Chuck (Modeling Central Japan in September, 1964)

Wayne , I would love to see more of your layout . You do great work. RON

I second that. Wayne your layout looks so crisp and clean.

Ron and Shawn, thank you both for the kind words. [swg] Of the thirteen pictures which I posted, ten were of unfinished or barely started scenes, which probably contributed greatly to the “clean” appearance. [(-D] Even the mostly-finished areas need to have lots of details added, although I’m not personally a big fan of clutter for the sake of clutter.

I do like to have my layout room well-lit, which helps to show both what’s been accomplished, and what has yet to be done and, as you can see, there’s plenty of the latter. I think, though, that “in-progress” pictures can often offer as much info as those of finished scenes, so I’m usually fairly generous with them.

Wayne

As Wayne so beautifully illustrated, there are quite a few various ways to approach this, all of which have obvious merit.

I generally do ballasting only after I’m satisfied with the track and operation. Then in genreral order, I do the background scenery, then very basic foreground scenery, then ballasting. But ONLY after I’m satisfied that the track in that particular area is working very well.

Since the Yuba River Sub is basically a mountain layout, and quite a bit of it is ‘cliff-side’, I do the ballasting before detailing the foreground scenery.

Tom

As tough as it is to resist the temptation of getting ahead of one’s self I have learned the hard way

A: Work form back to front that includes the backdrop also some time even before bench work is up.

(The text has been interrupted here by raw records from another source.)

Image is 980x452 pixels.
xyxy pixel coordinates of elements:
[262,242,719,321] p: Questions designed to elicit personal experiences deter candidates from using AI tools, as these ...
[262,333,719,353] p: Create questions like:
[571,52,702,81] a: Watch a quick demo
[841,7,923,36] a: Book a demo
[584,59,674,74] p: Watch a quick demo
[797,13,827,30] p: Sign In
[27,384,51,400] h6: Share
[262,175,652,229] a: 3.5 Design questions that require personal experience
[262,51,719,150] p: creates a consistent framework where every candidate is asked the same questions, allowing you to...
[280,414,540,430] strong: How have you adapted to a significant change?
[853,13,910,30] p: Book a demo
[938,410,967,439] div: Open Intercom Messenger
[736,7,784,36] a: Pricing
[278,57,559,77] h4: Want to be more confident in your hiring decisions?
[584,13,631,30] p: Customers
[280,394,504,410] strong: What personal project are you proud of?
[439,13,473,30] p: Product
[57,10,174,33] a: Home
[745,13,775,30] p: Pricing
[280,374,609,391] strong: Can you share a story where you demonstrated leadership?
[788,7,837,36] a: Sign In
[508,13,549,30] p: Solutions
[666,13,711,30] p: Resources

B: Track work down and running flawlessly as others have mentioned for at least a year in my case usually longer as I tend to work slow…lol

C The next is to detail track and turnouts , painting and rusting track, adding detail parts to highly visible turnouts

D. Adding signals and or switch stands etc.

E: Ballasting track and usually at the same time scenery which is just ground cover along side the right of way

F: Scenery in conjunction with structures as to my recent use of Ground Goop planning of what structure is going to go where is essential.

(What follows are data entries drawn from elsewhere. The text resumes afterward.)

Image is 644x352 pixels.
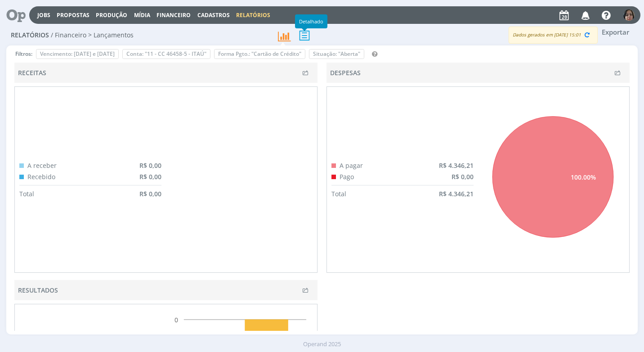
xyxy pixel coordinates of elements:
[54,11,92,19] button: Propostas
[10,32,49,40] span: Relatórios
[139,172,162,182] div: R$ 0,00
[139,161,162,170] div: R$ 0,00
[236,11,271,19] a: Relatórios
[18,68,46,77] div: Receitas
[452,172,474,182] div: R$ 0,00
[439,161,474,170] div: R$ 4.346,21
[309,49,365,59] button: Situação: "Aberta"
[127,50,207,57] span: Conta: "11 - CC 46458-5 - ITAÚ"
[38,11,51,19] a: Jobs
[233,11,274,19] button: Relatórios
[339,172,354,181] span: Pago
[18,285,58,296] div: Resultados
[36,49,118,59] button: Vencimento: [DATE] e [DATE]
[96,11,127,19] a: Produção
[15,50,32,58] span: Filtros:
[332,189,347,199] div: Total
[623,9,635,21] img: 6
[157,11,191,19] span: Financeiro
[598,26,634,38] button: Exportar
[295,14,327,28] div: Detalhado
[313,50,360,57] span: Situação: "Aberta"
[214,49,306,59] button: Forma Pgto.: "Cartão de Crédito"
[56,11,89,19] a: Propostas
[175,316,179,325] text: 0
[571,173,596,182] text: 100.00%
[339,161,363,169] span: A pagar
[154,11,194,19] button: Financeiro
[197,11,230,19] span: Cadastros
[51,32,134,40] span: / Financeiro > Lançamentos
[330,68,361,77] div: Despesas
[20,189,34,199] div: Total
[27,172,55,181] span: Recebido
[35,11,53,19] button: Jobs
[132,11,153,19] button: Mídia
[27,161,56,169] span: A receber
[623,8,636,23] button: 6
[218,50,302,57] span: Forma Pgto.: "Cartão de Crédito"
[509,26,598,43] div: Dados gerados em [DATE] 15:01
[139,189,162,199] div: R$ 0,00
[195,11,232,19] button: Cadastros
[439,189,474,199] div: R$ 4.346,21
[93,11,130,19] button: Produção
[40,50,115,57] span: Vencimento: [DATE] e [DATE]
[122,49,211,59] button: Conta: "11 - CC 46458-5 - ITAÚ"
[134,11,150,19] a: Mídia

And then there are cases where you throw all that out the widow and do it all pretty much in one shot, for example When I’m doing a tunnel portal first add the tunnel liner and then I will ballast add scenery right around the immediate area airbrush the portal to give a smoke effect and weather it in place same with certain areas of the layout that will become hard to reach once other track work is in place. My topside creeper is a god sent but if there is an area I can complete without having to use it then I will do that first. I have pretty much gotten away from plaster hard shell as the white glue and red rosin paper is a much cleaner method but if one simply take wide blue painters tape and places it on the track work to protect it from goops of plaster etc. it usually doesn’t take up much of your ballast with it when it’s removed.

I prefer the ballast first, then scenery approach, although I do also follow the “back-to-front” approach when it comes to the scenery part. I have found that having the ballast in places makes it easier to visualize how the scenery should look in a particular scene.

Ballast only:

Scenery added:

Jamie

Bill -

I’ll add my .02, but remember, it’s YOUR layout and your choice to do it any what YOU like.

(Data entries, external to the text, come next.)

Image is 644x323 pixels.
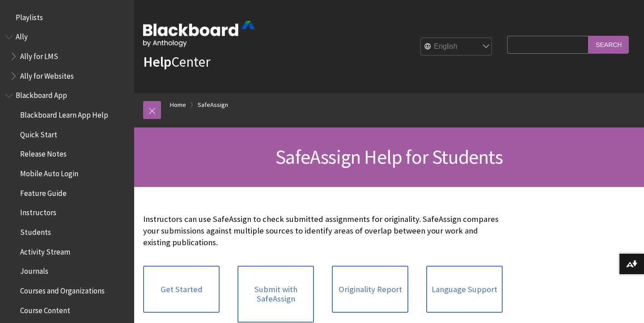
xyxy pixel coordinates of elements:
strong: Help [143,53,171,71]
a: HelpCenter [143,53,210,71]
span: Activity Stream [20,244,70,256]
input: Search [588,36,629,53]
nav: Book outline for Anthology Ally Help [6,29,129,84]
span: Blackboard App [16,88,67,100]
span: Release Notes [20,147,67,159]
span: Students [20,225,51,237]
a: Language Support [426,265,503,313]
a: SafeAssign [198,99,228,111]
span: Ally for LMS [20,49,58,61]
a: Submit with SafeAssign [237,265,314,322]
span: Course Content [20,303,70,315]
span: Journals [20,264,48,276]
span: Mobile Auto Login [20,166,78,178]
span: Quick Start [20,127,57,139]
span: SafeAssign Help for Students [275,144,503,169]
a: Originality Report [332,265,409,313]
span: Playlists [16,10,43,22]
img: Blackboard by Anthology [143,21,255,47]
span: Feature Guide [20,185,67,198]
span: Ally [16,29,28,42]
span: Ally for Websites [20,69,74,81]
span: Courses and Organizations [20,283,105,295]
span: Blackboard Learn App Help [20,108,108,119]
a: Home [170,99,186,111]
nav: Book outline for Playlists [6,10,129,25]
select: Site Language Selector [421,38,492,56]
p: Instructors can use SafeAssign to check submitted assignments for originality. SafeAssign compare... [143,213,503,249]
a: Get Started [143,265,220,313]
span: Instructors [20,206,56,217]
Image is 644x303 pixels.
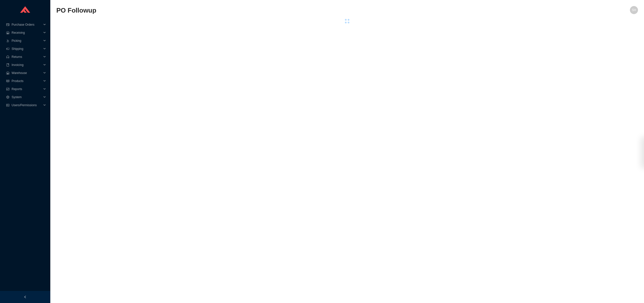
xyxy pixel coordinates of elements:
[6,64,10,66] span: book
[11,93,42,101] span: System
[11,37,42,45] span: Picking
[6,55,10,58] span: customer-service
[11,53,42,61] span: Returns
[11,101,42,109] span: Users/Permissions
[6,96,10,98] span: setting
[11,21,42,29] span: Purchase Orders
[6,79,10,83] span: read
[6,104,10,107] span: idcard
[632,6,636,14] span: SH
[6,88,10,91] span: fund
[24,295,27,299] span: left
[11,61,42,69] span: Invoicing
[57,6,492,15] h2: PO Followup
[11,45,42,53] span: Shipping
[11,69,42,77] span: Warehouse
[11,85,42,93] span: Reports
[6,23,10,26] span: credit-card
[11,77,42,85] span: Products
[11,29,42,37] span: Receiving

In model railroading ballast IS scenery. It doesn’t do anything on a model railroad except attempt to make it look more “real”. In that sense, I’ll usually ballast dead last. Regardless of how well we plan thins out, there are always changes or modifications we decide to make along the way. Just easier to add the ballast after the major decisions have been finalized. And yes, some areas (and some layouts) don’t get ballast. Either because it looks fine the way it is, or it’s just too tricky and not worth the risk (like around N scale switches); in those cases illusion works as well as ballast.